Saturday, April 24, 2021

Albany judge was under investigation prior to resignation

Disciplinary commission says William Carter tried to intercede in gun permit application; his lawyer denies it

 
by Mike Goodwin

When he resigned from office last in March, Albany County Judge William Carter was under investigation for allegedly trying to have a friend's application for a pistol permit assigned to him, according to the state Commission on Judicial Conduct. (Paul Buckowski/Times Union)

ALBANY — When he resigned from office last month, Albany County Judge William Carter was under investigation for allegedly trying to have a friend's application for a pistol permit assigned to him, according to the state Commission on Judicial Conduct.

The commission, whose top administrator called Carter's behavior a violation of judicial ethics, ended the probe after Carter — who had previously been disciplined multiple times by the panel — agreed to leave the bench.

"Judge Carter denied the allegations in the complaint. Nevertheless, he vacated judicial office effective March 30, 2021, and agreed never to seek or accept judicial office at any time in the future," the commission wrote in an announcement made public on Friday.

The commission said it disclosed the investigation to the judge in March after receiving a complaint that, after a friend of Carter's filed for a pistol permit application, the judge attempted to have the application assigned to him and "initiated a conversation about the matter with the judge to whom the case had been assigned."

The identity of the friend was not released by the commission. Carter did not return a call for comment on Friday.

“A judge is ethically prohibited from exerting the influence of judicial office for the personal benefit of others," Commission Administrator Robert H. Tembeckjian said in a prepared statement Friday. "The complaint that Judge Carter did so as to a gun permit application was serious. In view of his having been censured twice and cautioned twice before for misconduct, it is well that he chose to resign and agreed never to return to the bench.”

The investigation had not come to light when the 61-year-old judge announced in March that he planned to leave the bench at the end of that month. At the time he announced his retirement, Carter said he started the retirement process in January. He said he was considering retiring in September, when he turns 62.

"On many days, working through the pandemic, I felt like I was already retired," Carter said. Last spring, coronavirus forced the state to close its courts. Once they reopened, surges in cases twice prompted postponement of jury trials.

Calling the matter "a complete misunderstanding," Carter's attorney Stephen Downs said the investigation was not the primary reason for the judge's decision to retire.

"He was planning to retire already, and I think this pushed it ahead a little bit so he didn't have to spend time on it," said Downs, who insisted Carter did not discuss the gun case with another judge but rather mentioned it in the clerk's office.

Downs also disputed the commission's characterization of Carter's relationship with the permit applicant as a friendship. He said they knew each other in grade school and had "spoken maybe twice in 50 years." He declined to disclose the friend's name.

Tembeckjian offered a brief response to Downs' assertions:

“Had Judge Carter not resigned, the commission’s investigation would have continued, and I believe the facts would have been different than what his spokesman is suggesting," he said.

The disclosure of the investigation came as a shock inside the county courthouse where several people said they found Carter's retirement abrupt but that it came with no hint he faced a new allegation of wrongdoing.

In 2006, the commission censured Carter for leaving the bench to physically confront a defendant in City Court. In 2020, he was censured a second time for improperly engaging in a phone conversation with a sheriff’s deputy who was set to testify before the judge the next day in a pre-trial hearing in a murder case.

The commission said Carter was privately cautioned — a lesser sanction than censure — two times: in 2004 for failing to disqualify himself in arraignments of unrepresented defendants, and in 2012 for appearing as a guest of honor at a fundraising event for a civic group.

Carter, a former state trooper and graduate of Albany Law School on the bar since January 1992, has served as an Albany County assistant district attorney, chief assistant district attorney, assistant attorney general, defense attorney and judge. He has also served as an adjunct Albany Law School professor and was an acting County Court judge handling domestic violence cases.

In January 2002, Albany Mayor Jerry Jennings appointed Carter to the City Court bench, making Carter the first Black judge to serve the city. Carter was re-elected and remained there until 2016, when he was elected to County Court to replace retiring Judge Stephen Herrick, now the county's public defender.

Carter's tenure on the bench has included several disagreements with Albany County District Attorney David Soares' office, including one spat over Soares' decision not to prosecute Occupy Albany protesters that reached the state's highest court.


= ASSIGNED TASK =
Return all lines of the data in which the string "ellipse" occurs.

Items from a dataset:
###

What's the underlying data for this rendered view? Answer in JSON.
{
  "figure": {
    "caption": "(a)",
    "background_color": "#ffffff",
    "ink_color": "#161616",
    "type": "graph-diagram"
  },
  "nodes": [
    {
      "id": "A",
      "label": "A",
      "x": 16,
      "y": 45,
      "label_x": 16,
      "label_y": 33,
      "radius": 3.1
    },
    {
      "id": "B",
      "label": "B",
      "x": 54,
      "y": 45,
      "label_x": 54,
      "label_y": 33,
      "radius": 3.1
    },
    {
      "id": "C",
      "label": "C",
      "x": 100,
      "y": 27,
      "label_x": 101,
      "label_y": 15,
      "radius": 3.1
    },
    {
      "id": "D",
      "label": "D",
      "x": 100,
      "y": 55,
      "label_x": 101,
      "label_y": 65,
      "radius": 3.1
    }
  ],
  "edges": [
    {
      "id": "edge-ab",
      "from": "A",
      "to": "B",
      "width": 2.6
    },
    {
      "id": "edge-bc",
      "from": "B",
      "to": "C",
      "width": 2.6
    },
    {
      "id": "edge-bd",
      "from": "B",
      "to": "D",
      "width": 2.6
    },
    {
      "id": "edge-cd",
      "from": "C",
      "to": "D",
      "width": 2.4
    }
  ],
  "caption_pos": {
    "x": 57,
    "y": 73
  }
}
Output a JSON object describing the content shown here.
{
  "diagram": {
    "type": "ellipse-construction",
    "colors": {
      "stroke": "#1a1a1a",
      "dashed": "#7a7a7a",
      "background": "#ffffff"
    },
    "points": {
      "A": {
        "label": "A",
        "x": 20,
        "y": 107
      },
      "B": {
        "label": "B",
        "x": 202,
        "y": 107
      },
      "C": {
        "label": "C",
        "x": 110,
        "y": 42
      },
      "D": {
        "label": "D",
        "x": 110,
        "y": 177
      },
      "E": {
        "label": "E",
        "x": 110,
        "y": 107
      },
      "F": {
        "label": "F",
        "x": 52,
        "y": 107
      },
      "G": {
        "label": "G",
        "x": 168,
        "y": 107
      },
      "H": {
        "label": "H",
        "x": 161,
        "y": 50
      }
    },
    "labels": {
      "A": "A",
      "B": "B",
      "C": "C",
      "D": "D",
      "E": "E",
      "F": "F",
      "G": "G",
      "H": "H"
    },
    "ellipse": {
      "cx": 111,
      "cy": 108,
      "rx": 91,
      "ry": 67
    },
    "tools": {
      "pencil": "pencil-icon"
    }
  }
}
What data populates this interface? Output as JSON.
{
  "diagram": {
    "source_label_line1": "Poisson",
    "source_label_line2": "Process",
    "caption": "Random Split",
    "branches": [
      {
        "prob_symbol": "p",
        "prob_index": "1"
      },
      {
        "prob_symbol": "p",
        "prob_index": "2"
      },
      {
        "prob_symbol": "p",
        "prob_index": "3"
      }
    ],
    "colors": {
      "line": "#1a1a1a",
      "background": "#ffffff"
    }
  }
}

###

= RESPONSE TO THIS EXERCISE =
    "type": "ellipse-construction",
    "ellipse": {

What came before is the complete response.